5 killed at Colo. gay club, police say
‘Heroic people’ help to subdue gunman; dozens left injured
COLORADO SPRINGS, Colo. — A 22-year-old gunman opened fire inside a gay nightclub in Colorado Springs, killing five people and leaving 25 injured before he was subdued by “heroic” patrons and arrested by police who arrived within minutes, authorities said Sunday.
Two firearms, including a “long rifle,” were found at Club Q after the shooting Saturday night, said Police Chief Adrian Vasquez.
On its Facebook page, the club called it a “hate attack.” Investigators were still determining a motive and whether to prosecute it as a hate crime, said El Paso County District Attorney Michael Allen. Charges against the suspect “will likely include first-degree murder,” he said.
Police identified the gunman as Anderson Lee Aldrich, who was in custody and being treated for injuries.
A man with that name was arrested in 2021 after his mother reported he threatened her with a homemade bomb and other weapons, authorities said. They declined to elaborate on that arrest. No explosives were found, authorities said at the time, and The Gazette in Colorado Springs reported that prosecutors did not pursue any charges and that records were sealed.
Authorities were called to Club Q at 11:57 p.m. local time Saturday with a report of a shooting, and the first officer arrived at midnight.
Joshua Thurman said he was in the club with about two dozen other people and was dancing when the shots began. He initially thought it was part of the music, until he heard another shot and saw the flash of a gun muzzle.
Thurman, 34, said he ran with another person to a
dressing room where someone was hiding. They locked the door, turned off the lights and got on the floor but could hear the violence unfolding, including the gunman getting beaten up, he added.
“I could have lost my life — over what? What was the purpose?” he said as tears ran down his cheeks.
The gunman was confronted by “at least two heroic people” who fought and subdued the suspect, Vasquez said.
At least seven of those injured were in critical condition, authorities said.
The shooting rekindled memories of the 2016 massacre at the Pulse gay nightclub in Orlando, Florida, that killed 49 people. Colorado has experienced several mass killings, including at Columbine High School in 1999, a movie theater in suburban Denver in 2012 and at a Boulder supermarket last year.
Club Q features a drag show on Saturdays, according to its website. Club Q’s Facebook page said planned entertainment included a “punk and alternative show” preceding a birthday dance party, with a Sunday all-ages drag brunch.
Drag events have become a focus of anti-LGBTQ rhetoric and protests recently as opponents, including politicians, have proposed banning children from them, falsely claiming they’re used to “groom” children.
Attorney General Merrick Garland was briefed on the shooting, and the FBI was assisting police with the investigation.
President Joe Biden said that while the motive for the shootings was not yet clear, “we know that the LGBTQI+ community has been subjected to horrific hate violence in recent years.”
“Places that are supposed to be safe spaces of acceptance and celebration should never be turned into places of terror and violence,” the president said.
Colorado Gov. Jared Polis, who became the first openly gay man in the United States to be elected governor in 2018, called the shooting “sickening.”
A makeshift memorial sprang up Sunday near the club, including flowers and a sign saying “Love over hate.”
Seth Stang was buying flowers for the memorial when he was told that two of the dead were his friends. The 34-year-old transgender man said it was like having “a bucket of hot water getting dumped on you . ... I’m just tired of running out of places where we can exist safely.”
Colorado Springs, a city of about 480,000 located 70 miles south of Denver, is home to the U.S. Air Force Academy, the U.S. Olympic Training Center, as well as Focus on the Family, a prominent evangelical Christian ministry that lobbies against LGBTQ rights. The group condemned the shooting and said it “exposes the evil and wickedness inside the human heart.”
The CEO of a national LGBTQ-rights organization, Kevin Jennings of Lambda Legal, pleaded for tighter gun restrictions.
“America’s toxic mix of bigotry and absurdly easy access to firearms means that such events are all too common and LGBTQ+ people, BIPOC communities, the Jewish community and other vulnerable populations pay the price again and again for our political leadership’s failure to act,” he said in a statement.
The shooting came during Transgender Awareness Week and just ahead of Sunday’s International Transgender Day of Remembrance, when events are held worldwide to remember transgender people lost to violence.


## [WHAT IS BEING ASKED]
State, as a number alone, how many lines of the entries contain the word "texture".

Top of DATA FOR REVIEW

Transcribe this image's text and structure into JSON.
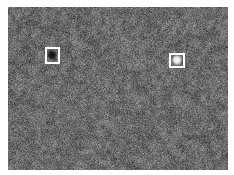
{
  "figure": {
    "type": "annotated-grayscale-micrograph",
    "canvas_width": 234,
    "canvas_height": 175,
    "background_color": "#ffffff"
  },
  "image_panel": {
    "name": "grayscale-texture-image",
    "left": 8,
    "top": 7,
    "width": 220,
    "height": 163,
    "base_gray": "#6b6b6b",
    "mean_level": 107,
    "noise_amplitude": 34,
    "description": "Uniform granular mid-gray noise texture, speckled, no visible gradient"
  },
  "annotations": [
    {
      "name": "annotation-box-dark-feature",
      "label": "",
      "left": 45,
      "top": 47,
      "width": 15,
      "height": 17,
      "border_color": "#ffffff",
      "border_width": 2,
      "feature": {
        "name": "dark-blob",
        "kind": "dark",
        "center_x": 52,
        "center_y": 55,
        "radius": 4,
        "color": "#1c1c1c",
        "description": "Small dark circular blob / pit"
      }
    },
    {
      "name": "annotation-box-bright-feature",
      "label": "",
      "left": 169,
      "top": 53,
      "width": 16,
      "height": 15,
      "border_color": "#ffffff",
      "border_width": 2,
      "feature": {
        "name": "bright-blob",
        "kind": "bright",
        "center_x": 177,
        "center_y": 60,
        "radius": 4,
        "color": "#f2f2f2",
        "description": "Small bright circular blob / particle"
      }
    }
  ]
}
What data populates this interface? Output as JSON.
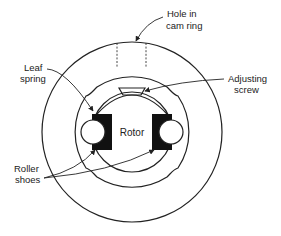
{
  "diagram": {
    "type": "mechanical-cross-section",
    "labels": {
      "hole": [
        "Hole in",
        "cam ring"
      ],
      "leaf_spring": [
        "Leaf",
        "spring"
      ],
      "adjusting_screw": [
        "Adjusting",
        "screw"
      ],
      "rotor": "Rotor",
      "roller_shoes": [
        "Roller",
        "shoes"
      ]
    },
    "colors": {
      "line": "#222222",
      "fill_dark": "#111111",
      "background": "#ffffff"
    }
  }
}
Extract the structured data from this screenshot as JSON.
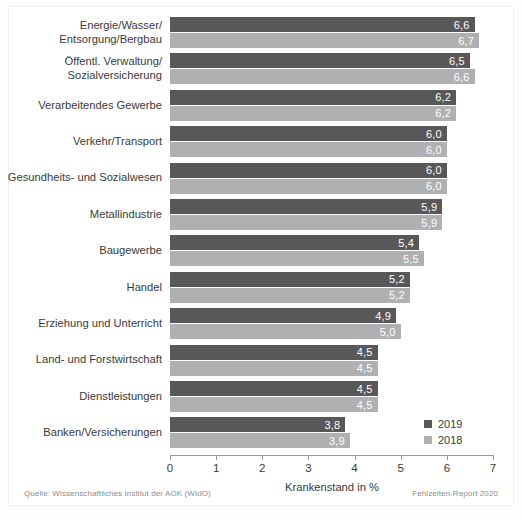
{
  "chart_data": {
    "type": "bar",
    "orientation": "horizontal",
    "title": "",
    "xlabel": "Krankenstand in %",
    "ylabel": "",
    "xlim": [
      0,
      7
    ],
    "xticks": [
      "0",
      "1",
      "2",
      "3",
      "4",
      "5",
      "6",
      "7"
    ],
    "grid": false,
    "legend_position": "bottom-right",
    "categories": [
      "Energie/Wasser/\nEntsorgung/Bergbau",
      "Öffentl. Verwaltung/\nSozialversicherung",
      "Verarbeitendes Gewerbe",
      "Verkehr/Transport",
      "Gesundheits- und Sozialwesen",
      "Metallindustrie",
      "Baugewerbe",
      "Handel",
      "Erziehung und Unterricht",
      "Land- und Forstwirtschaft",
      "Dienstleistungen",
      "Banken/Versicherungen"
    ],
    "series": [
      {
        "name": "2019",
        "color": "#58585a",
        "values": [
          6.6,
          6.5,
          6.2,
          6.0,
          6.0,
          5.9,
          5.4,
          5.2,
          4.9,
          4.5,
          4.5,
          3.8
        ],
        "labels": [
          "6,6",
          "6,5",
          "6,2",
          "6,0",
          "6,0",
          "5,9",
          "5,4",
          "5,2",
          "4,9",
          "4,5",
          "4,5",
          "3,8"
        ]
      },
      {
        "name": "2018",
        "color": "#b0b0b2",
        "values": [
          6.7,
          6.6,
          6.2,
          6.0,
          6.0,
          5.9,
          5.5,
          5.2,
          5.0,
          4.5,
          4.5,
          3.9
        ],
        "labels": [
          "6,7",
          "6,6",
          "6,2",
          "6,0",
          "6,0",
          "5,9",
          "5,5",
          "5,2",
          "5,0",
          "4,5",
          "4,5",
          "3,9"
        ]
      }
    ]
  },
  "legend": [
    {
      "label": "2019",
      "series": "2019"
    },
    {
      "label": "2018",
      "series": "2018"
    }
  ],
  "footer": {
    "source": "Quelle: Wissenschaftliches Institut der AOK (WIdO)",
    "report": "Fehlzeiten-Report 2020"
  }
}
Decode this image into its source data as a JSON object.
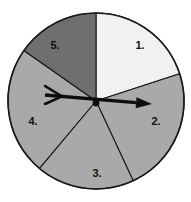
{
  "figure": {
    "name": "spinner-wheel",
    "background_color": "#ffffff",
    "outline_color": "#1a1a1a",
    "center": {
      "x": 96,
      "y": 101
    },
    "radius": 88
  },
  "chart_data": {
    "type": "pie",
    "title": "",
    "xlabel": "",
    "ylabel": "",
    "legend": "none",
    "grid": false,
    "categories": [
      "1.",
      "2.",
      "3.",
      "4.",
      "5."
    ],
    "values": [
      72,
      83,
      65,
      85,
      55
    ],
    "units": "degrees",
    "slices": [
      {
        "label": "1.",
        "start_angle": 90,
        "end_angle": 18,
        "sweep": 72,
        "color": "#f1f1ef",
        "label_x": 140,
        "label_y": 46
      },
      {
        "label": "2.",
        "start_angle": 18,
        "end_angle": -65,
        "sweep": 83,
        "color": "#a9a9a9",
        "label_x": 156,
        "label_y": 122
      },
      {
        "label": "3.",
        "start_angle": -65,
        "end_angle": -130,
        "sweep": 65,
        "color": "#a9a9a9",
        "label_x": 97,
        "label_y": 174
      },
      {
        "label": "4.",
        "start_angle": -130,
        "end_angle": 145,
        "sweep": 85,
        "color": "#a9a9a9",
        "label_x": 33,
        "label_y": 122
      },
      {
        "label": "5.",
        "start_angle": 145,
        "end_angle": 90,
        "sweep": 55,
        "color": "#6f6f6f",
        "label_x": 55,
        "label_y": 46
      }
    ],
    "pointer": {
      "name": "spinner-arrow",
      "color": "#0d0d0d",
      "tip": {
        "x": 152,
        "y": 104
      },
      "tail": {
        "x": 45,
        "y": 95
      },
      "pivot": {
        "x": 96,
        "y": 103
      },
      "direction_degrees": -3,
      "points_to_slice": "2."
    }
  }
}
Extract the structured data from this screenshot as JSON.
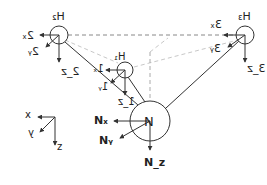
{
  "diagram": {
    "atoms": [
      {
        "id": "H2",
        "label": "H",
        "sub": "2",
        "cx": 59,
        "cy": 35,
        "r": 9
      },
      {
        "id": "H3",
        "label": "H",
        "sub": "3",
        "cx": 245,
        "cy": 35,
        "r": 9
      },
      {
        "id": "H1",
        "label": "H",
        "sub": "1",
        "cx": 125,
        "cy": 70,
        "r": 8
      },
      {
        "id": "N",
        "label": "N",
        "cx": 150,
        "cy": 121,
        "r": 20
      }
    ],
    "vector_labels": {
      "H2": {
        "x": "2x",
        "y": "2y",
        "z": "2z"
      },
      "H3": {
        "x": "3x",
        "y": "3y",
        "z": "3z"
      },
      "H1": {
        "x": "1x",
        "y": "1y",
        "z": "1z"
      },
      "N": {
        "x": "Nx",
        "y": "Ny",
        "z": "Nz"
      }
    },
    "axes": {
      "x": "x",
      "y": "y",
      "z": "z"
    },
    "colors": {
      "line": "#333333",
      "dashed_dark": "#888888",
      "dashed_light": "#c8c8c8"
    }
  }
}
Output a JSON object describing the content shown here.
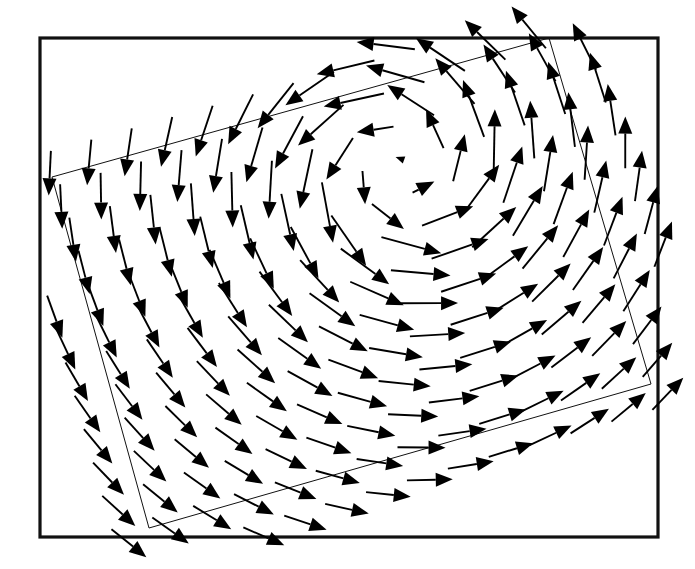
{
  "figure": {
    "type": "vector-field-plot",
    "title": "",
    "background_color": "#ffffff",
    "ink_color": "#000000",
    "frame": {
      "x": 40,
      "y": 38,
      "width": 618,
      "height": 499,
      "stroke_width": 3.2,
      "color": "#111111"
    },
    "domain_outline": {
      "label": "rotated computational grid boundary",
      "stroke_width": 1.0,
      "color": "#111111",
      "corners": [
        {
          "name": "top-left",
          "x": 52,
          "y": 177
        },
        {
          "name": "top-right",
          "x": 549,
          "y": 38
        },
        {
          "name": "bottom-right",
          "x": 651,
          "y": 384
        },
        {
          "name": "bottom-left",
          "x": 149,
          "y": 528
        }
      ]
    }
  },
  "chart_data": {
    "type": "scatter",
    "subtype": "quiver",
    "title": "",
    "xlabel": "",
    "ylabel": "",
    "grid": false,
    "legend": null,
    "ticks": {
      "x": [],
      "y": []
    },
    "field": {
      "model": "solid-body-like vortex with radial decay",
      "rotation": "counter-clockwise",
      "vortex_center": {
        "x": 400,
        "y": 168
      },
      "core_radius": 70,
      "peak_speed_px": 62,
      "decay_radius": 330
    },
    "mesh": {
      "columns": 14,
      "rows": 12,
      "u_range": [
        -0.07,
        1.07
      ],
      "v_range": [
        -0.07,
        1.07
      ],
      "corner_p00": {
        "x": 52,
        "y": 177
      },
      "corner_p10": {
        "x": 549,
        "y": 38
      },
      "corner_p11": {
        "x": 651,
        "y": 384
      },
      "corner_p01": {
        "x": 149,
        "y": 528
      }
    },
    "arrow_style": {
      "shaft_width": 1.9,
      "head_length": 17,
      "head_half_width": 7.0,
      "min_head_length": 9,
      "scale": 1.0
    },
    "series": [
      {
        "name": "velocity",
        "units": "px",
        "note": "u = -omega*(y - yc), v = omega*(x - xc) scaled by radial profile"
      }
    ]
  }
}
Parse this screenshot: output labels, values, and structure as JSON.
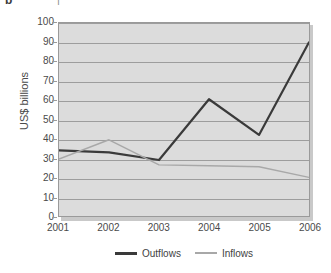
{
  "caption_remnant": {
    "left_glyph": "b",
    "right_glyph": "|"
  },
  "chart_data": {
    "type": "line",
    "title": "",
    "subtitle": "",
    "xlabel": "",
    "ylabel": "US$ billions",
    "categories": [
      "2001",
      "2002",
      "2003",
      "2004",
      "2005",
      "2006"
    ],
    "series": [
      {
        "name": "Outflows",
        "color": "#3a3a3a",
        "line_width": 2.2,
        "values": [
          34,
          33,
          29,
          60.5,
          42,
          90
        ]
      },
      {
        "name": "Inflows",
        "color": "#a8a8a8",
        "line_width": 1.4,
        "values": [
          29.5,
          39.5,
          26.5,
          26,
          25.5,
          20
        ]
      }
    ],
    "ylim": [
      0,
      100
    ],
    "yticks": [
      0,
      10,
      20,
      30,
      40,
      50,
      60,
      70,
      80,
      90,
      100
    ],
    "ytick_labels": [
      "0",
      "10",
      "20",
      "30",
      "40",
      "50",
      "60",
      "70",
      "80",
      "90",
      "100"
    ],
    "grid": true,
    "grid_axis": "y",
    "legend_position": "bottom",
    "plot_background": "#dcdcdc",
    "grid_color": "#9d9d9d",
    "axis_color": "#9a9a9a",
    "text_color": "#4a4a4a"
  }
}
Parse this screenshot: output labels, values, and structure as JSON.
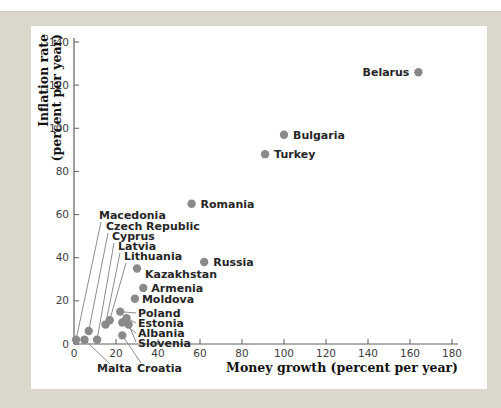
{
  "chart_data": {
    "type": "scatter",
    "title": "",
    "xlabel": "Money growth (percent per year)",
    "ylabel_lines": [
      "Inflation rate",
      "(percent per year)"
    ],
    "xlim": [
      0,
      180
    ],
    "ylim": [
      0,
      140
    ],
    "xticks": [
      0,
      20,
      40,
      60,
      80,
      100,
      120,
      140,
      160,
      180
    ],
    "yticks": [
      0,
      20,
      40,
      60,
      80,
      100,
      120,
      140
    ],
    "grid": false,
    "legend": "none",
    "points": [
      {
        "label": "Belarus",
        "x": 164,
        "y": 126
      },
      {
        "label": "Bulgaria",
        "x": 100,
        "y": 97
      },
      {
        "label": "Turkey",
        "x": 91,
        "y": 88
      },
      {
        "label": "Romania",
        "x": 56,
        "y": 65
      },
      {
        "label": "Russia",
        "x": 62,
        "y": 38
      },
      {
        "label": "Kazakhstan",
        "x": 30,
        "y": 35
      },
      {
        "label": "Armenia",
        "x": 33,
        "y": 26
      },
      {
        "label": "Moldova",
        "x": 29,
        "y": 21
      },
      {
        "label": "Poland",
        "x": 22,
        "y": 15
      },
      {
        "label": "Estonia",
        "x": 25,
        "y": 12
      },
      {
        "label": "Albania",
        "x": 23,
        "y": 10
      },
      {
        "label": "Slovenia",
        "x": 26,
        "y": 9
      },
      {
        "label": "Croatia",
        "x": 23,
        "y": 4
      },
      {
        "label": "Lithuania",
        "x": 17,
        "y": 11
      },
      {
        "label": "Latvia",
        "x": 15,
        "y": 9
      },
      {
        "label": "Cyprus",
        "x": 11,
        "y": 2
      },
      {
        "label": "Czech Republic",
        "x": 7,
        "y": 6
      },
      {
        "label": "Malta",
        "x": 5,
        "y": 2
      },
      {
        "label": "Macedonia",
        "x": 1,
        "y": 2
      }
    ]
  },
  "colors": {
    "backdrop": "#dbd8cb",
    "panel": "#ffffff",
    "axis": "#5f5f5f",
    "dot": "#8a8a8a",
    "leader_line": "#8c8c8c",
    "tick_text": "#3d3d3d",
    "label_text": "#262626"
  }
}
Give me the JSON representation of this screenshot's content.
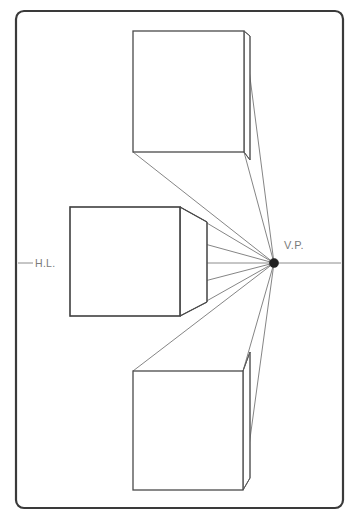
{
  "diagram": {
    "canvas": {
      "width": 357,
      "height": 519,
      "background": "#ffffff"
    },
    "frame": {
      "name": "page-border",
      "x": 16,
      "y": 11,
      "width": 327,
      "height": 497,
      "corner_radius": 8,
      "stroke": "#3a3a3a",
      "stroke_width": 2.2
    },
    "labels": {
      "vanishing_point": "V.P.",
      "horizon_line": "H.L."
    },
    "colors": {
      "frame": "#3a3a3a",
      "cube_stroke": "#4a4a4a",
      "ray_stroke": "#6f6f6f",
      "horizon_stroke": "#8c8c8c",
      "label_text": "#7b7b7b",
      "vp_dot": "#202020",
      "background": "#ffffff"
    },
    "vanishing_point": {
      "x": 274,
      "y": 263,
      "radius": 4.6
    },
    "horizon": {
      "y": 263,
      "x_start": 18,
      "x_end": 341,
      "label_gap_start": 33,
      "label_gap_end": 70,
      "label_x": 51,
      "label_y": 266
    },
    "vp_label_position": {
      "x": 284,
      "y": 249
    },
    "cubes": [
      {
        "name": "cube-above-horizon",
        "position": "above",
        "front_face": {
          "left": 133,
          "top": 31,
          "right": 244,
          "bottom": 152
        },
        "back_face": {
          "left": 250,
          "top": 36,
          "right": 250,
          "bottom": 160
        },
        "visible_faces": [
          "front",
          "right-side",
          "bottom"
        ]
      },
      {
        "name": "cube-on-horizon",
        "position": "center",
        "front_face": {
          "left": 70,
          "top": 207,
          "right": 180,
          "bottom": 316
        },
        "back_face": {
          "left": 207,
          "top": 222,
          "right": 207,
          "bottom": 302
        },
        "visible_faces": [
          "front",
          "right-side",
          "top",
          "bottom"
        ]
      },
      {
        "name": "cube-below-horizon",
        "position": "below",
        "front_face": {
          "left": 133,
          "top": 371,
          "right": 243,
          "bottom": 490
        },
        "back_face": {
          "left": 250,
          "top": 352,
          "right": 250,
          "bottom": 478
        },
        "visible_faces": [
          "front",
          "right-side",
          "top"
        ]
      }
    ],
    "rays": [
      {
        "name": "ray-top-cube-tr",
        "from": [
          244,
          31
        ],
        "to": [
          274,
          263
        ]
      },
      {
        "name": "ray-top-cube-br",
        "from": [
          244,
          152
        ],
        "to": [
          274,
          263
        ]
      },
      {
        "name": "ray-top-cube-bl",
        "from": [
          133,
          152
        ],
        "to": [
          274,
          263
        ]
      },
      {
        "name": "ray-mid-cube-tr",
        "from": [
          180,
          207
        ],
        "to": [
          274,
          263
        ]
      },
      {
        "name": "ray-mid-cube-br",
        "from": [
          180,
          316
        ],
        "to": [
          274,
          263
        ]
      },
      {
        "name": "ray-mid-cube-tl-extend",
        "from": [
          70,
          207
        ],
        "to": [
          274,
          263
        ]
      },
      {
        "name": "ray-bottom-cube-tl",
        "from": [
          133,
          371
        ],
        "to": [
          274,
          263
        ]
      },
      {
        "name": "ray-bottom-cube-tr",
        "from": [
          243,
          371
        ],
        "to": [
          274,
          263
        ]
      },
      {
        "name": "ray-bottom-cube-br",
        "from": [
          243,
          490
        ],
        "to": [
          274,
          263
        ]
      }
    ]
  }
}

Bottom of DATA FOR REVIEW

## [ANSWER BELOW]
2